Simply put, Veterans Day and its springtime counterpart, Memorial Day, have become nothing but an institutionalized distraction from the truth. A temporary salve on our conscience, and a decoy for the war-makers.
Ideally, these “holidays” should be used instead to teach our children that we can only truly honor the men and women in the Armed Services by making sure they don’t die senselessly on the battlefield ever again – that our role as “citizen” is to challenge and shape the decisions made by the government, not become a slave to it.
Only then could we look at the photographs of veterans in wheelchairs or with injuries that have rendered them unrecognizable to their families, and say, never forget, never again – and truly mean it.
Read more by Kelley B. Vlahos
- War Inc.

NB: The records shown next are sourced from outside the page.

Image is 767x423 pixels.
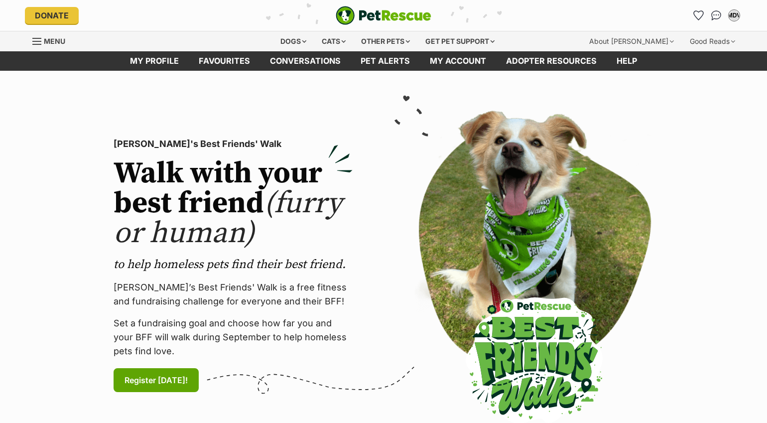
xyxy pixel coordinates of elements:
[114,185,342,252] span: (furry or human)
[114,280,353,308] p: [PERSON_NAME]’s Best Friends' Walk is a free fitness and fundraising challenge for everyone and t...
[25,7,79,24] a: Donate
[351,51,420,71] a: Pet alerts
[729,10,739,20] div: MDV
[336,6,431,25] a: PetRescue
[125,374,188,386] span: Register [DATE]!
[260,51,351,71] a: conversations
[582,31,681,51] div: About [PERSON_NAME]
[114,368,199,392] a: Register [DATE]!
[711,10,722,20] img: chat-41dd97257d64d25036548639549fe6c8038ab92f7586957e7f3b1b290dea8141.svg
[114,159,353,249] h2: Walk with your best friend
[354,31,417,51] div: Other pets
[683,31,742,51] div: Good Reads
[114,316,353,358] p: Set a fundraising goal and choose how far you and your BFF will walk during September to help hom...
[44,37,65,45] span: Menu
[32,31,72,49] a: Menu
[690,7,742,23] ul: Account quick links
[189,51,260,71] a: Favourites
[273,31,313,51] div: Dogs
[708,7,724,23] a: Conversations
[418,31,502,51] div: Get pet support
[726,7,742,23] button: My account
[315,31,353,51] div: Cats
[120,51,189,71] a: My profile
[336,6,431,25] img: logo-e224e6f780fb5917bec1dbf3a21bbac754714ae5b6737aabdf751b685950b380.svg
[690,7,706,23] a: Favourites
[607,51,647,71] a: Help
[114,257,353,272] p: to help homeless pets find their best friend.
[496,51,607,71] a: Adopter resources
[420,51,496,71] a: My account
[114,137,353,151] p: [PERSON_NAME]'s Best Friends' Walk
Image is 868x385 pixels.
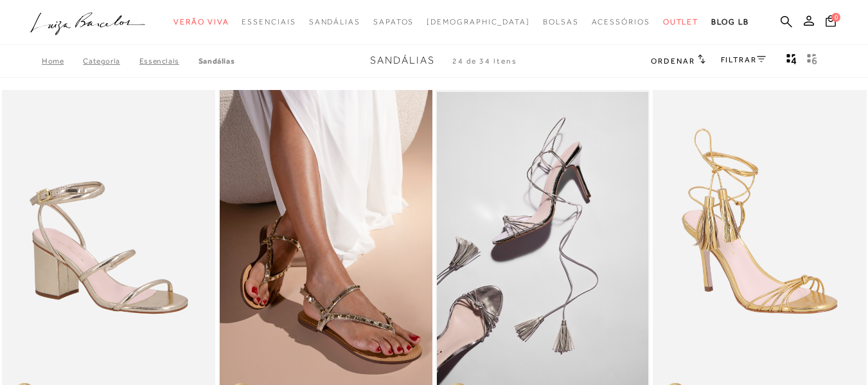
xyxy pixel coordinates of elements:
span: Sandálias [370,55,434,66]
a: categoryNavScreenReaderText [543,10,579,34]
span: [DEMOGRAPHIC_DATA] [426,18,530,26]
span: Sandálias [309,18,360,26]
a: Categoria [83,57,139,65]
a: categoryNavScreenReaderText [591,10,650,34]
span: 24 de 34 itens [452,57,517,65]
a: BLOG LB [711,10,748,34]
button: gridText6Desc [803,52,820,69]
a: categoryNavScreenReaderText [309,10,360,34]
a: Essenciais [139,57,199,65]
a: categoryNavScreenReaderText [663,10,698,34]
a: Home [42,57,83,65]
span: 0 [831,13,840,21]
a: categoryNavScreenReaderText [173,10,228,34]
span: Sapatos [373,18,414,26]
a: noSubCategoriesText [426,10,530,34]
span: Acessórios [591,18,650,26]
span: Ordenar [651,57,695,65]
span: Outlet [663,18,698,26]
a: categoryNavScreenReaderText [241,10,296,34]
a: FILTRAR [721,55,765,64]
span: Essenciais [241,18,296,26]
span: BLOG LB [711,18,748,26]
a: Sandálias [199,57,234,65]
button: 0 [821,14,839,32]
button: Mostrar 4 produtos por linha [782,52,800,69]
span: Bolsas [543,18,579,26]
a: categoryNavScreenReaderText [373,10,414,34]
span: Verão Viva [173,18,228,26]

Shifts Homeward – May 21st, 2012
- The Rape of Our Military Women – May 14th, 2012
- The Hive and the Heterodoxy – May 7th, 2012
- Waking Up to the Drones – April 30th, 2012
- How Think Tanks Think – April 23rd, 2012








mark green
November 16th, 2010 at 1:35 am
Well said, Kelly. Well said.
Serial warfare is a criminal enterprise. Pity the poor, foolish vets who believe otherwise.
theothercanada
November 16th, 2010 at 3:03 am
The poor mercenaries had a choice and chose to offer their life and limbs for money they receive from States sponsoring terror and wars of aggression. There is a greater chance of injury doing logging for example than there is working at McDonald's.

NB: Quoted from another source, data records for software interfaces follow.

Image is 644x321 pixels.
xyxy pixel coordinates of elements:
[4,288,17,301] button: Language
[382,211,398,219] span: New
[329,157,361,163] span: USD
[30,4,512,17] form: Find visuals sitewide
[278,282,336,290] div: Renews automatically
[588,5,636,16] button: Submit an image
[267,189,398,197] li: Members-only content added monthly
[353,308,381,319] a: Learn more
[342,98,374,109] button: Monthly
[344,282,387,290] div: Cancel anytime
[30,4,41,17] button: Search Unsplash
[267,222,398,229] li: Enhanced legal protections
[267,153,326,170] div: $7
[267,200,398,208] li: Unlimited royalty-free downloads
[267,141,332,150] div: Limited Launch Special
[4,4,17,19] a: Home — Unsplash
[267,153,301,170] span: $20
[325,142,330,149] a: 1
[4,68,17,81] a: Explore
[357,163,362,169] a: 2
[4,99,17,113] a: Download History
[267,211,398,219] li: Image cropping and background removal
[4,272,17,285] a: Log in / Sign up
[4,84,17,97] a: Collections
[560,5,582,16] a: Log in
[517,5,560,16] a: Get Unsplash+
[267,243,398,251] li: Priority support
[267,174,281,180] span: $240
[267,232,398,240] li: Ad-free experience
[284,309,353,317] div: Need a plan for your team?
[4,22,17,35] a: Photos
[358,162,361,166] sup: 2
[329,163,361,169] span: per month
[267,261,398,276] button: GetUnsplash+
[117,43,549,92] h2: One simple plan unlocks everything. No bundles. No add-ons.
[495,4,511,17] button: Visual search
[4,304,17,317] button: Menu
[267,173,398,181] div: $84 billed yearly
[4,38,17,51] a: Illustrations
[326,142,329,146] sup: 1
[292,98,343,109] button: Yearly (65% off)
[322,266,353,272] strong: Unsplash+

These mercenaries had nothing in common with my relatives who fought in WW2 and helped countries occupied by German and other Nazis, these mercenaries are invaders and occupiers like Germans were in WW1 and 2, todays Nazis are led by USA and UK.
Raashid
November 16th, 2010 at 3:55 am
Kely is blonde, beautiful, intelligent and a strong woman of noble character. Is she single? If she is it's a crying shame, if she's not, the guy better be special because she is…
Rosemary Molloy
November 16th, 2010 at 4:38 am
It seems to me absolute insantity to revere and "thank" the hired killers we pay to slaughter other human beings in our name. Oh, yes, they're poor, misguided kids who don't see a future in civilian work, lured by the lies our government exists to spread–but really, should we hold them up as models for our children? If we truly don't want to perpetuate the horrors of war, we're going to have to stop idolizing the ones who wage it. You can't have it both ways.
Ephraim
November 16th, 2010 at 5:06 am
And now due to the profligate spending over the last ten years, primarily on these meat grinders; economic realities are finally catching up with us and the VA and social security and medicare for Tea Party members, as well as the rest of us, will be the first to be cut so that the wars can go on and produce more disabled veterans for us to take notice of two days a yerar.
VietnamWarVeteran
November 16th, 2010 at 7:16 am
"It is only those who have neither fired a shot nor heard the shrieks and groans of the wounded who cry aloud for blood, more vengeance, more destruction. War is all HELL" – Wm. T. Sherman
Men like William Kristol call for more blood – men who are too cowardly to have ever served.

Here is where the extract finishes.